The gas-giant planets in our solar system all have large moons.

Kepler's blown the lid off everything we know about extra-solar planets.

The building blocks of life are readily available throughout the universe.

Computers can't find the unexpected, but people can when they eyeball the data.

Before 1995, the only planets we knew about were the planets in our solar system.

Ultimately, what we're looking for in the long run is to find other Earth-like planets.

Our field is very focused on finding Earth 2.0, and anything we can do to narrow the search is helpful.

If few worlds have microbial life, it dramatically reduces the chances that more complex organisms exist.

There may be hundreds of small seed planets - or planetesimals - which grow in the disk of matter around a star.

It now seems logical that all the stars, like our own sun, must have formed with a system of planets around them.

Once we see stars with three times the metal content of our sun, the planet detection rate goes up to 20 per cent.

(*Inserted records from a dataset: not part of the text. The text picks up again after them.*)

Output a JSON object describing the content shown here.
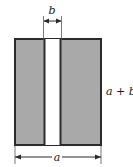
{
  "figure": {
    "type": "geometry-diagram",
    "background_color": "#ffffff",
    "shape": {
      "name": "outer-rectangle",
      "fill_color": "#a9a9a9",
      "stroke_color": "#2b2b2b",
      "stroke_width": 2,
      "x": 14,
      "y": 38,
      "width": 88,
      "height": 108
    },
    "gap": {
      "name": "white-strip",
      "fill_color": "#ffffff",
      "stroke_color": "#2b2b2b",
      "stroke_width": 2,
      "x": 44,
      "y": 38,
      "width": 17,
      "height": 108
    },
    "labels": {
      "top": "b",
      "right": "a + b",
      "bottom": "a"
    },
    "dimensions": [
      {
        "name": "top-dimension-b",
        "label": "b",
        "orientation": "horizontal",
        "from_x": 44,
        "to_x": 61,
        "line_y": 21,
        "extension_from_y": 16,
        "extension_to_y": 40,
        "label_x": 52,
        "label_y": 14
      },
      {
        "name": "bottom-dimension-a",
        "label": "a",
        "orientation": "horizontal",
        "from_x": 15,
        "to_x": 101,
        "line_y": 157,
        "extension_from_y": 146,
        "extension_to_y": 163,
        "label_x": 57,
        "label_y": 161
      },
      {
        "name": "right-label-a-plus-b",
        "label": "a + b",
        "orientation": "vertical-side-label",
        "label_x": 106,
        "label_y": 95
      }
    ],
    "line_color": "#2b2b2b"
  }
}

The first exoplanet to be found around a sun-like star was discovered in 1995, just two years before I began studying exoplanet detection.

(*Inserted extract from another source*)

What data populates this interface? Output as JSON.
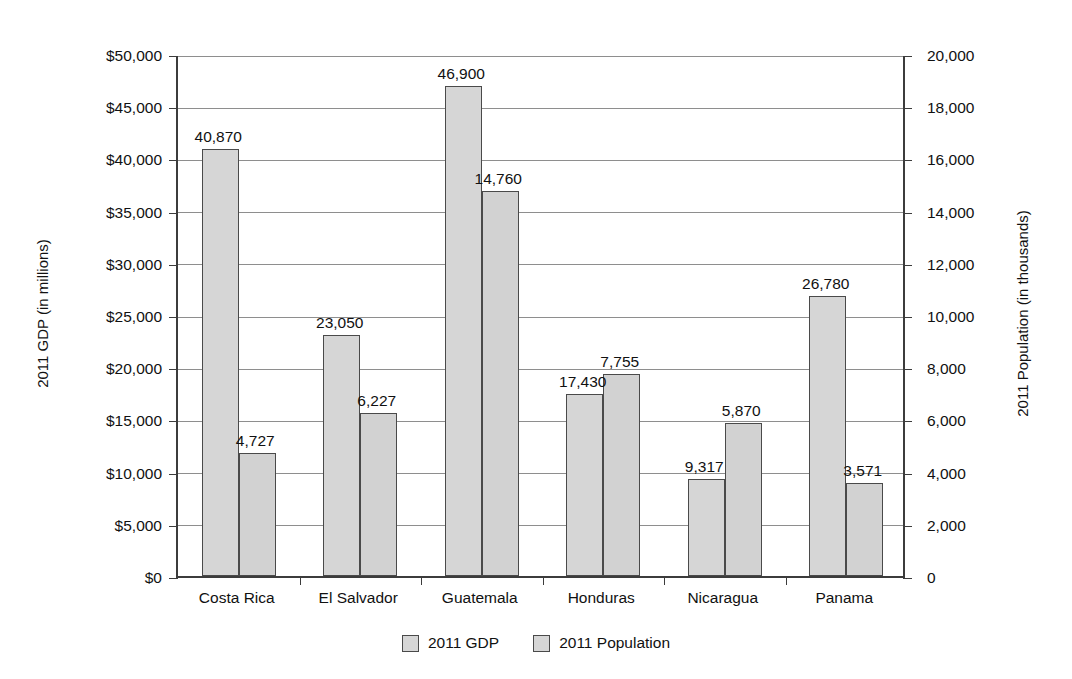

Prebiotic chemistry on other worlds is going to be common. Plenty of small rocky planets will have similar chemistry. It's almost a given.

As our sensitivity improves, we are finally seeing planets with longer orbital periods, planetary systems that look more like our solar system.

We now know that stars which are abundant in heavy metals are five times more likely to harbor orbiting planets than are stars deficient in metals.

Whether a star has planetary companions or not is a condition of its birth. Those with a larger initial allotment of metals have an advantage over those without.

Because Alpha Centauri is so close, it is our first stop outside our solar system. There's almost certain to be small, rocky planets around Alpha Centauri A and B.

One of the first thoughts I had, when doing early exoplanet research, was that Earth and its many companions seemed very different from the planetary systems we were detecting.

It can be very hard to know the history of a particular star, but once in a while, we get lucky and find stars with chemical compositions that likely came from in-falling planets.

Generally speaking, exoplanets can be any size, and they are found in a wide range of orbits. Some have massive gas atmospheres; others are smaller with an icy or rocky composition.

The universe has told us the most common types of planets are small planets, and our study shows these are exactly the ones that are most likely to be orbiting Alpha Centauri A and B.

A 'serious' scientist in 1992 or 1993 had to admit the possibility that planets were really rare, that most stars might not have planets. We've gone from there to here - where most stars have planets.

55 Cancri is extraordinarily rich in heavy elements and extraordinarily efficient at making planets - much more so than our sun - and those elements are the very ones you need to make planets that aren't just gas giants.

Further ahead, I'd like to see tiny spacebots - smaller than your cell phone - travel outside our solar system to the nearest star system, Alpha Centauri. By keeping the mass of those spacebots low, we could more easily accelerate them.

Naturally, we think that finding another Earth-like planet is identifying a site that's at least friendly here for the evolution of life. The primary goal of the Kepler mission is to statistically assess the occurrence of these small terrestrial worlds.

I hope that vigorous space exploration continues and that humankind will have a space station that resides between Earth and the moon. Outside the gravitational field of Earth, we could launch robotic spacecraft to other destinations in our solar system.

Within the scientific community, there is healthy skepticism. And the question is, 'How do you ever get to a meaningful null result? How long and how hard do SETI scientists have to look for extraterrestrial intelligence and find nothing before they say, 'There is nothing. We are alone.'

In 1999, my team discovered that the star Upsilon Andromedae was circled by three gas-giant planets - the first distant multiplanet system ever found. That same year, other researchers observed the first 'transit' of an exoplanet - a planet blocking out a small fraction of the starlight as it passes in front of the star.

There's no doubt that the search for planets is motivated by the search for life. Humans are interested in whether or not life evolves on other planets. We'd especially like to find communicating, technological life, and we look around our own solar system, and we see that of all the planets, there's only one that's inhabited.